Similar arguments apply to company owned housing. On the one hand, this did mean that during a lengthy strike the firm could evict the workers from their housing. On the other hand, would you want to buy a house in an isolated town dependent on a single industry? Would you want to own a major asset that was likely to fall in price at the same time that you were likely to lose your job? Probably not. Rental housing meant that workers had the freedom to leave town easily when better work opportunities were available elsewhere – i.e., it meant that the workers were less isolated from the national labor market than they would be if they owned their homes and were tied down to a single place and a single employer. Moreover, the fact that the housing was company owned meant lower prices than if the housing was owned by an independent monopoly developer, the most relevant alternative (again because of the double marginalization problem).

The bottom line is that far from being an example of the abuse of monopoly power, the company town was an effort to constrain monopoly power.

References: The best source for an accurate view of the company towns in the mining industry is Price Fishback’s Soft Coal, Hard Choices: The Economic Welfare of Bituminous Coal Miners, 1890-1930. The book is based on a series of papers (JSTOR).

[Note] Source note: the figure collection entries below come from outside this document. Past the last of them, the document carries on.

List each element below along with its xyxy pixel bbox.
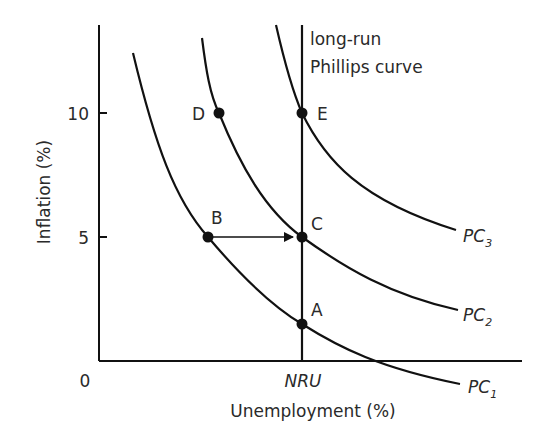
- point-c: [297, 232, 308, 243]
- y-axis-title: Inflation (%): [34, 140, 54, 244]
- pc2-curve: [202, 38, 458, 310]
- x-tick-label-nru: NRU: [285, 371, 323, 391]
- y-tick-label-10: 10: [67, 104, 89, 124]
- pc3-label: PC3: [463, 226, 492, 250]
- label-a: A: [311, 300, 323, 320]
- point-d: [214, 108, 225, 119]
- label-c: C: [311, 214, 323, 234]
- label-b: B: [211, 208, 223, 228]
- label-e: E: [317, 104, 328, 124]
- pc1-curve: [133, 53, 460, 384]
- lrpc-label-line2: Phillips curve: [310, 57, 423, 77]
- origin-label: 0: [80, 371, 91, 391]
- x-axis-title: Unemployment (%): [230, 401, 396, 421]
- label-d: D: [192, 104, 205, 124]
- point-a: [297, 319, 308, 330]
- pc2-label: PC2: [463, 305, 492, 329]
- pc1-label: PC1: [468, 377, 497, 401]
- y-tick-label-5: 5: [78, 228, 89, 248]
- point-e: [297, 108, 308, 119]
- phillips-curve-diagram: D E B C A long-run Phillips curve PC3 PC…: [0, 0, 543, 435]
- lrpc-label-line1: long-run: [310, 29, 381, 49]
- point-b: [203, 232, 214, 243]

The company towns built by the mines weren’t especially pretty but some of the other company towns, especially those which employed high-skilled workers, were professionally designed by the leading architects of the day and they came with parks, playgrounds, retail areas, public transportation, churches and a variety of services. In essence, these company towns were doing what Google does today, competing for workers with amenities. Margaret Crawford’s book, Building the Workingman’s Paradise, is an interesting history showing how company towns pioneered a number of architectural and planning innovations that later found there way into many post World War II home developments.